You know, this world is really pretty. Just a minute ago, I came upon a beautiful mountain lake shimmering in the dawn, fed by the frothy white tumult of a roaring waterfall. As I strolled through a little meadow toward the shore, a small group of graceful deer startled out of the underbrush and bounded across my path. I neatly blasted one with a fireball; roast venison’s the main ingredient in my signature healing potion a la chasseur.
My days with Oblivion have put some distance between my roommate and me, and not only because I blew off our biweekly Cleanday Funday housekeeping date to fight skeletons. She simply doesn’t like videogames; she can’t stand the repetitive sounds of clashing combat, the constant snarls and growls of monsters, the screams and moans of the dying.

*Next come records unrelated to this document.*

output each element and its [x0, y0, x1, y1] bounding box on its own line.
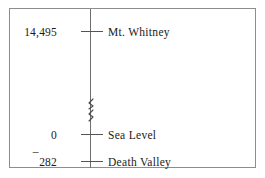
tick-mark-death-valley: [81, 161, 103, 162]
value-number-death-valley: 282: [39, 156, 57, 168]
tick-mark-mt-whitney: [81, 31, 103, 32]
place-label-death-valley: Death Valley: [108, 155, 171, 169]
figure-frame: 14,495 Mt. Whitney 0 Sea Level ¯282 Deat…: [9, 8, 256, 168]
value-label-mt-whitney: 14,495: [24, 25, 57, 39]
place-label-sea-level: Sea Level: [108, 128, 156, 142]
marker-row-mt-whitney: 14,495 Mt. Whitney: [10, 25, 255, 39]
value-label-death-valley: ¯282: [33, 155, 57, 169]
marker-row-death-valley: ¯282 Death Valley: [10, 155, 255, 169]
place-label-mt-whitney: Mt. Whitney: [108, 25, 170, 39]
marker-row-sea-level: 0 Sea Level: [10, 128, 255, 142]
axis-break-squiggle-icon: [84, 97, 98, 123]
tick-mark-sea-level: [81, 134, 103, 135]
value-label-sea-level: 0: [51, 128, 57, 142]
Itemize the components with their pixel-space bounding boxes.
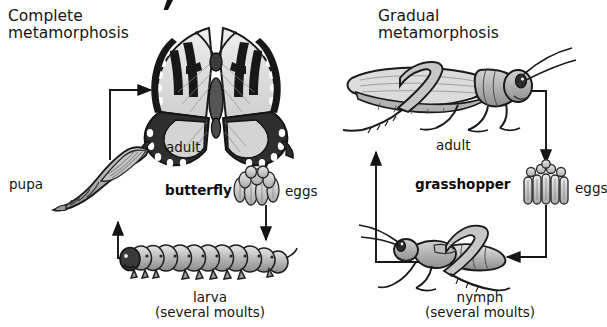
caterpillar-icon [120, 245, 297, 279]
clipped-title-glyph [164, 0, 174, 10]
butterfly-icon [139, 28, 293, 167]
panel-heading-gradual: Gradualmetamorphosis [378, 8, 499, 43]
panel-heading-complete: Completemetamorphosis [8, 8, 129, 43]
egg-pod-icon [524, 160, 568, 204]
label-larva: larva(several moults) [125, 290, 295, 320]
chrysalis-icon [54, 147, 148, 211]
grasshopper-nymph-icon [359, 225, 510, 292]
label-nymph: nymph(several moults) [395, 290, 565, 320]
label-adult-grasshopper: adult [436, 138, 470, 153]
label-butterfly: butterfly [165, 183, 232, 198]
label-eggs-butterfly: eggs [285, 184, 317, 199]
label-nymph-main: nymph [457, 289, 504, 305]
egg-cluster-icon [234, 166, 279, 205]
label-adult-butterfly: adult [166, 140, 200, 155]
eggs-to-nymph-arrow [507, 205, 546, 257]
label-larva-main: larva [193, 289, 227, 305]
panel-heading-complete-line1: Complete [8, 7, 83, 25]
panel-heading-complete-line2: metamorphosis [8, 24, 129, 42]
label-pupa: pupa [9, 177, 43, 192]
panel-heading-gradual-line2: metamorphosis [378, 24, 499, 42]
label-eggs-grasshopper: eggs [575, 181, 607, 196]
label-larva-sub: (several moults) [155, 304, 265, 320]
label-grasshopper: grasshopper [415, 177, 511, 192]
panel-heading-gradual-line1: Gradual [378, 7, 439, 25]
label-nymph-sub: (several moults) [425, 304, 535, 320]
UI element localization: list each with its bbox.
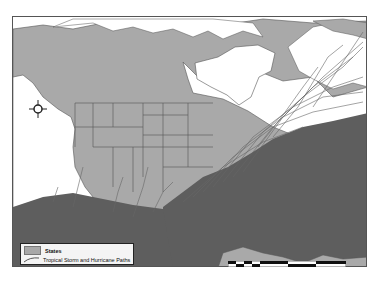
legend-item-states: States: [24, 246, 62, 255]
legend-label: Tropical Storm and Hurricane Paths: [43, 257, 130, 263]
legend-label: States: [45, 248, 62, 254]
map-frame[interactable]: [12, 16, 367, 267]
map-canvas[interactable]: [13, 17, 367, 267]
legend-item-storm-paths: Tropical Storm and Hurricane Paths: [24, 256, 130, 263]
north-arrow-compass: [27, 98, 49, 120]
states-polygon-icon: [24, 246, 41, 255]
scale-bar: [228, 253, 346, 259]
storm-path-line-icon: [24, 256, 39, 263]
map-legend: States Tropical Storm and Hurricane Path…: [20, 243, 134, 265]
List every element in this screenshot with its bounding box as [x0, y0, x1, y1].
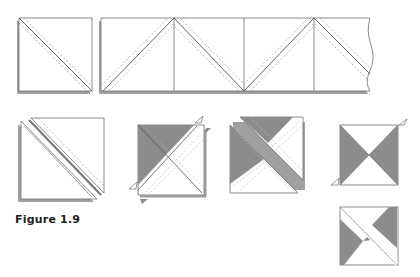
quilt-diagram	[0, 0, 420, 277]
single-square-diagonal	[17, 18, 92, 94]
hourglass-block	[331, 119, 407, 185]
figure-caption: Figure 1.9	[15, 213, 80, 226]
separated-square	[230, 117, 305, 193]
cut-square-pair	[18, 118, 104, 202]
pressed-square	[129, 116, 211, 204]
pinwheel-block	[340, 207, 398, 265]
zigzag-strip	[99, 18, 373, 94]
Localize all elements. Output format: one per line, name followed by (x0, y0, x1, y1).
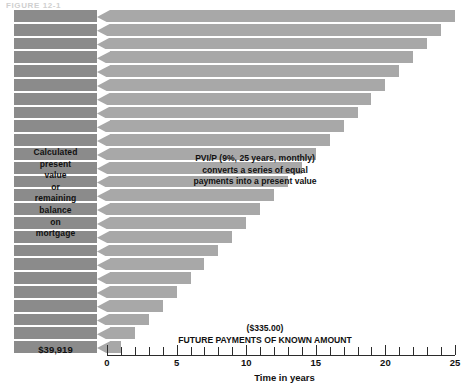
axis-tick-minor (274, 347, 275, 355)
x-axis-title: Time in years (0, 372, 469, 383)
axis-tick-minor (218, 347, 219, 355)
axis-tick-major (316, 345, 317, 355)
axis-tick-minor (163, 347, 164, 355)
axis-tick-label: 0 (104, 357, 109, 368)
axis-tick-minor (441, 347, 442, 355)
axis-tick-minor (288, 347, 289, 355)
axis-tick-minor (413, 347, 414, 355)
axis-tick-minor (260, 347, 261, 355)
axis-tick-major (385, 345, 386, 355)
axis-tick-minor (344, 347, 345, 355)
axis-tick-major (455, 345, 456, 355)
axis-tick-minor (204, 347, 205, 355)
axis-tick-minor (149, 347, 150, 355)
future-note-line-1: FUTURE PAYMENTS OF KNOWN AMOUNT (150, 334, 380, 346)
future-payments-annotation: ($335.00)FUTURE PAYMENTS OF KNOWN AMOUNT (150, 322, 380, 346)
axis-tick-minor (121, 347, 122, 355)
axis-tick-minor (330, 347, 331, 355)
axis-tick-label: 10 (241, 357, 252, 368)
pvi-note-line-0: PVI/P (9%, 25 years, monthly) (150, 153, 360, 165)
axis-tick-minor (135, 347, 136, 355)
pvi-note-line-2: payments into a present value (150, 176, 360, 188)
axis-tick-major (177, 345, 178, 355)
present-value-total: $39,919 (14, 343, 97, 357)
axis-tick-label: 5 (174, 357, 179, 368)
axis-tick-label: 25 (450, 357, 461, 368)
axis-tick-minor (399, 347, 400, 355)
axis-tick-major (246, 345, 247, 355)
axis-tick-minor (191, 347, 192, 355)
axis-tick-label: 15 (311, 357, 322, 368)
future-note-line-0: ($335.00) (150, 322, 380, 334)
pvi-formula-annotation: PVI/P (9%, 25 years, monthly)converts a … (150, 153, 360, 188)
axis-tick-major (107, 345, 108, 355)
axis-tick-minor (302, 347, 303, 355)
axis-tick-minor (371, 347, 372, 355)
axis-line (107, 355, 455, 356)
chart-plot-area: Calculatedpresentvalueorremainingbalance… (0, 10, 469, 355)
axis-tick-label: 20 (380, 357, 391, 368)
axis-tick-minor (358, 347, 359, 355)
axis-tick-minor (232, 347, 233, 355)
pvi-note-line-1: converts a series of equal (150, 165, 360, 177)
axis-tick-minor (427, 347, 428, 355)
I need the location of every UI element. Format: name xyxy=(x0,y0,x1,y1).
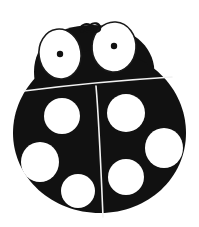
ladybug-illustration xyxy=(0,0,199,227)
illustration-canvas: Ladybug ladybug-line-art black-and-white… xyxy=(0,0,199,227)
right-eye-pupil xyxy=(111,43,117,49)
left-eye-pupil xyxy=(57,51,63,57)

So, when she comes into the room to hang out for a bit, I try to make it the most peaceful game possible: watching the moons rise, listening to the night-birds, quietly walking through forests and fields gathering mushrooms and salad greens.

It was pleasant, and a nice way to and this madness: tomorrow, I’ll put the disc in her hands and instruct her to hide it away from me until May.
You know what I hate about the drones that populate this world? No matter what you do for them, no matter how long you know them, no matter what intimate secrets they share or have pried out of them, they never call you by name. Sure, I’m Naked Fireball Woman… but that's all I am, and somehow it’s not enough.